1037: An Open Call to Single Daughters of Single Mothers
1037: An Open Call to Single Daughters of Single Mothers
Transcript
I’m Major Jackson and this is The Slowdown.
One of the horrors of the last century has to be the demonization of single mothers. Mother-only families have been blamed for everything from the breakdown of traditional morals in America to so-called “antisocial” behavior among youth, and everything in between. While economic survival in a single-parent home proves difficult for most, especially after the dismantling of federal support systems, the stories of single mothers inspiring their children abound. Famous athletes, federal judges, presidents—including Thomas Jefferson—and poets such as Amanda Gorman, were raised by devoted mothers who provided loving and supportive environments that instilled “can do” attitudes in their children.

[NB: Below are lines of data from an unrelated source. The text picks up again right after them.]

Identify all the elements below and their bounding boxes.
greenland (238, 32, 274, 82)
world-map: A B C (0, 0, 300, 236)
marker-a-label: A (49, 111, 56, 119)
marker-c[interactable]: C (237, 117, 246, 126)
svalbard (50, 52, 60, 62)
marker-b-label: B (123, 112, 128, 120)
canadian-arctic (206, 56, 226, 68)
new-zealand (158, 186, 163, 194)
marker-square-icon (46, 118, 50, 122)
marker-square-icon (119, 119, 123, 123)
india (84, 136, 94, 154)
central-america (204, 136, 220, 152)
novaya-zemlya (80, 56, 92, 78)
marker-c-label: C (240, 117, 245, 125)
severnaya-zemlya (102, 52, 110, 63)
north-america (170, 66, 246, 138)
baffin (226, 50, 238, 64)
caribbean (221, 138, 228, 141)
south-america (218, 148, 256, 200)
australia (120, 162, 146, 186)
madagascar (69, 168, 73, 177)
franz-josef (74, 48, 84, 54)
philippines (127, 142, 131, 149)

At the center of the debate is women’s right to fully claim and control the narratives around their bodies, beyond societal mores and expectations.

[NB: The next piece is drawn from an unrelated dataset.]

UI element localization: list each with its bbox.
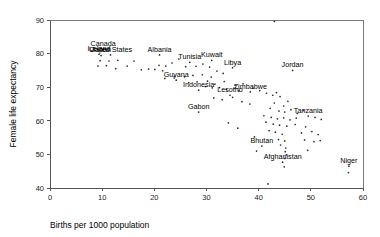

Today’s poem broadcasts a necessary remembrance and mapping of our mother’s physical selves, bodies that perhaps not only gave us life, but in all their manifestations served as the source of our stability and gains.

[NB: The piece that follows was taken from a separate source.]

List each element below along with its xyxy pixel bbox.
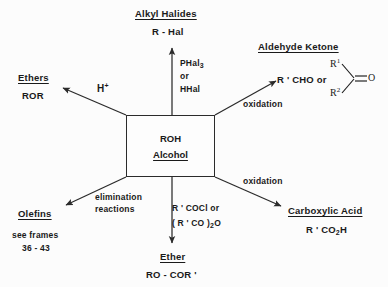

An Open Call to Single Daughters of Single Mothers
by Katie Marya
Come and bring your mother’s bodies: bring her naked body and her clothed body, the body she had in the kitchen and on the couch, her walking out the door body and her wake up body, bring her tight jeans body, her cleaning body, bring the drive you to school body, and the day job body in beige work pants, bring her bathing suit body, her parallel parking body, her laughing body, her popcorn shovel mouth body— don’t forget her brand new nails body and her discipline body—the do your homework body, her packing body, her jealous and. honest body, her vacation body, her long dress body when you graduated from high school and college, bring her very own daughter body, the bare breast body in her mirror body, bring her body in the glass shower, her sleeping body, her sick body — leave Atlanta first home fast with your mother’s body danger the man danger the stuck, you’ll want to peel off her bronzed skin, to hold her, for the rest of your life. And bring the materials that go with her bodies: the white linen pants, rayon multi- color shirts, green spandex dress, leather jacket, bring all her purses with their hangy purse things, bring each piece of jewelry: the giant costume rings — the one shaped like a dragonfly — and the glitter bangle bracelets, bring the bedazzled baseball hats and the pile of strappy sandals, her body sprays, her cigarettes, the pictures of you she keeps in her wallet, her Day-Timer, People magazines, and her cable TV box, the swimming pool she bought and the plastic storage bin full of your grade school stories, grab all her drinks: the Big Gulp Diet Coke, the McDonald’s coffee. Her bodies will need a snack — a cheeseburger, a whole chocolate pie. Don’t forget her vitamins and orange juice, the grilled fish and asparagus. Don’t leave any of her bodies behind, pile everything into your Toyota Corolla, give her travel body a travel pillow and get here as fast as you can.
“An Open Call to Single Daughters of Single Mothers” by Katie Marya from SUGAR WORK © 2022 Katie Marya. Used with the permission of The Permissions Company, LLC on behalf of Alice James Books.